Operator precedence in Javascript - Time & Space Complexity
When we look at operator precedence, we want to understand how the order of operations affects the steps a program takes.
We ask: how does the program decide which operation to do first, and does that change how long it takes?
Analyze the time complexity of the following code snippet.
const a = 5 + 3 * 2;
const b = (5 + 3) * 2;
const c = 10 / 2 + 7;
const d = 10 / (2 + 7);
This code uses different operators with and without parentheses to show how operator precedence works.
Identify the loops, recursion, array traversals that repeat.
- Primary operation: Simple arithmetic operations (+, *, /) executed once each.
- How many times: Each operation runs only once, no loops or repeated steps.
Since each operation runs once, the total steps stay the same no matter the numbers used.
| Input Size (n) | Approx.

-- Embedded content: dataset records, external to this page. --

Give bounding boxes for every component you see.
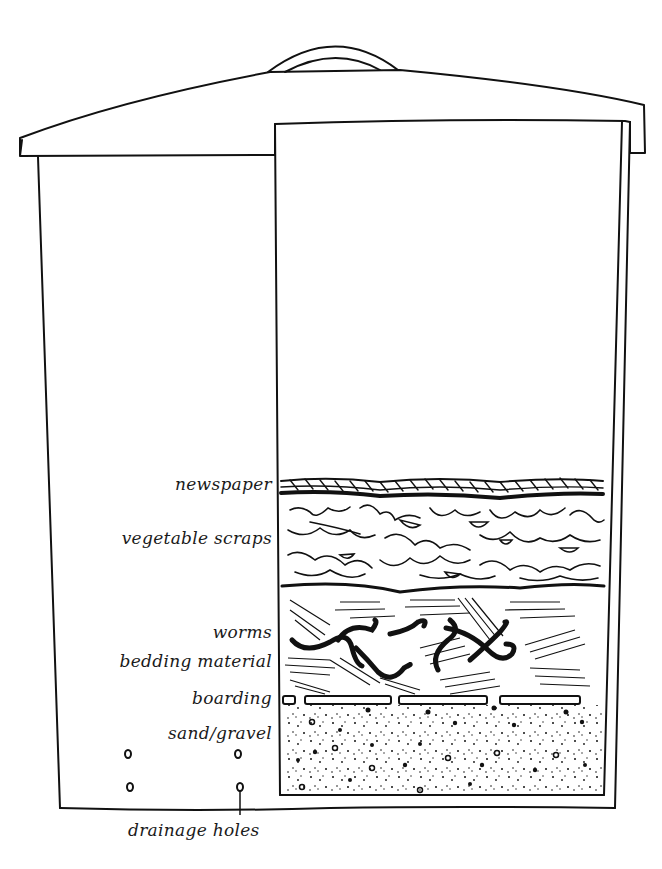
vegetable-scraps-layer — [282, 505, 604, 592]
bin-bottom — [60, 807, 615, 810]
drainage-hole — [127, 783, 133, 791]
cutaway-right — [604, 122, 622, 795]
label-sand-gravel: sand/gravel — [12, 723, 272, 743]
label-vegetable-scraps: vegetable scraps — [12, 528, 272, 548]
label-worms: worms — [12, 622, 272, 642]
drainage-hole — [125, 750, 131, 758]
bin-right-wall — [615, 122, 630, 808]
bedding-layer — [285, 598, 590, 694]
label-boarding: boarding — [12, 688, 272, 708]
newspaper-layer — [281, 478, 603, 498]
sand-gravel-layer — [285, 705, 603, 793]
label-newspaper: newspaper — [12, 474, 272, 494]
boarding-layer — [283, 696, 580, 704]
drainage-holes — [125, 750, 243, 791]
label-bedding-material: bedding material — [12, 651, 272, 671]
cutaway-left — [275, 124, 280, 795]
drainage-hole — [237, 783, 243, 791]
drainage-hole — [235, 750, 241, 758]
lid — [20, 70, 645, 156]
label-drainage-holes: drainage holes — [128, 820, 260, 840]
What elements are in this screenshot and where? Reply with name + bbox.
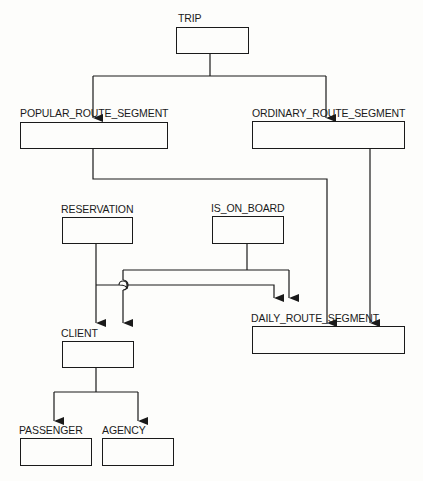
passenger-label: PASSENGER <box>19 424 83 436</box>
popular-route-segment-label: POPULAR_ROUTE_SEGMENT <box>20 107 168 119</box>
ordinary-route-segment-label: ORDINARY_ROUTE_SEGMENT <box>252 107 405 119</box>
popular-route-segment-entity-box[interactable] <box>20 122 168 149</box>
is-on-board-entity-box[interactable] <box>212 216 284 244</box>
client-label: CLIENT <box>61 327 98 339</box>
reservation-entity-box[interactable] <box>62 217 133 244</box>
reservation-label: RESERVATION <box>61 203 133 215</box>
trip-entity-box[interactable] <box>176 27 249 54</box>
agency-entity-box[interactable] <box>102 438 174 466</box>
trip-label: TRIP <box>178 12 202 24</box>
passenger-entity-box[interactable] <box>20 438 92 466</box>
daily-route-segment-entity-box[interactable] <box>252 326 405 354</box>
daily-route-segment-label: DAILY_ROUTE_SEGMENT <box>251 312 379 324</box>
agency-label: AGENCY <box>102 424 146 436</box>
ordinary-route-segment-entity-box[interactable] <box>252 121 405 149</box>
client-entity-box[interactable] <box>62 341 134 368</box>
is-on-board-label: IS_ON_BOARD <box>211 202 285 214</box>
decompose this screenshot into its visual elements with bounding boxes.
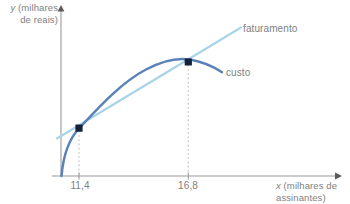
series-label-custo: custo — [226, 67, 250, 79]
chart-plot-area — [0, 0, 350, 204]
y-axis-label-line2: de reais) — [20, 14, 58, 25]
y-axis-label-line1-rest: (milhares — [15, 2, 58, 13]
x-axis-label-line1-rest: (milhares de — [281, 180, 337, 191]
intersection-marker-16-8 — [185, 58, 192, 65]
chart-figure: y (milhares de reais) x (milhares de ass… — [0, 0, 350, 204]
series-label-faturamento: faturamento — [243, 23, 297, 35]
y-axis-arrowhead — [58, 5, 65, 11]
x-axis-label: x (milhares de assinantes) — [276, 180, 350, 203]
x-tick-label-11-4: 11,4 — [64, 180, 96, 192]
x-tick-label-16-8: 16,8 — [172, 180, 204, 192]
y-axis-label: y (milhares de reais) — [2, 2, 58, 25]
intersection-marker-11-4 — [75, 125, 82, 132]
x-axis-label-line2: assinantes) — [276, 192, 326, 203]
custo-curve — [62, 59, 223, 176]
x-axis-arrowhead — [335, 173, 342, 180]
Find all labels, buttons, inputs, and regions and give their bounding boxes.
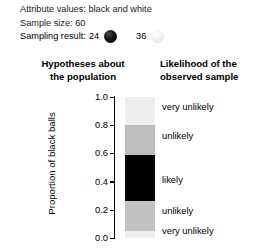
likelihood-band-label: unlikely — [162, 131, 193, 140]
likelihood-band — [125, 125, 155, 155]
likelihood-band-label: very unlikely — [162, 102, 214, 111]
y-tick-label: 0.2 — [86, 205, 108, 214]
likelihood-band-label: very unlikely — [162, 226, 214, 235]
likelihood-band-label: unlikely — [162, 206, 193, 215]
likelihood-chart: Proportion of black balls 1.00.80.60.40.… — [0, 0, 265, 250]
y-axis-tick-labels: 1.00.80.60.40.20.0 — [84, 0, 108, 250]
y-tick-mark — [110, 238, 115, 239]
y-tick-label: 0.8 — [86, 120, 108, 129]
y-axis-label: Proportion of black balls — [46, 92, 57, 236]
likelihood-bar — [125, 93, 155, 239]
y-tick-label: 0.0 — [86, 233, 108, 242]
likelihood-band — [125, 201, 155, 231]
y-tick-label: 1.0 — [86, 92, 108, 101]
y-axis — [110, 96, 116, 238]
likelihood-band — [125, 155, 155, 202]
likelihood-band — [125, 231, 155, 238]
y-tick-mark — [110, 181, 115, 182]
y-axis-spine — [114, 96, 115, 238]
likelihood-band-label: likely — [162, 175, 183, 184]
y-tick-mark — [110, 153, 115, 154]
y-tick-mark — [110, 210, 115, 211]
y-tick-mark — [110, 125, 115, 126]
likelihood-band — [125, 97, 155, 125]
y-tick-label: 0.4 — [86, 177, 108, 186]
y-tick-label: 0.6 — [86, 148, 108, 157]
y-tick-mark — [110, 97, 115, 98]
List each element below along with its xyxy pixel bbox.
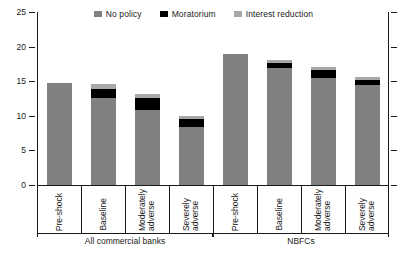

Operations |
|---|---|
| 10 | 4 operations |
| 100 | 4 operations |
| 1000 | 4 operations |
Pattern observation: The number of operations does not grow with input size; it stays constant.
Time Complexity: O(1)
This means the time to run these operations stays the same no matter what numbers we use.
[X] Wrong: "More complex expressions always take longer to run because of operator precedence."
[OK] Correct: Operator precedence only changes the order of operations, not how many operations happen or how long they take.
Understanding operator precedence helps you read and write code clearly and predict how it runs, a skill useful in many coding situations.
"What if we added a loop that repeats the expression 100 times? How would the time complexity change?"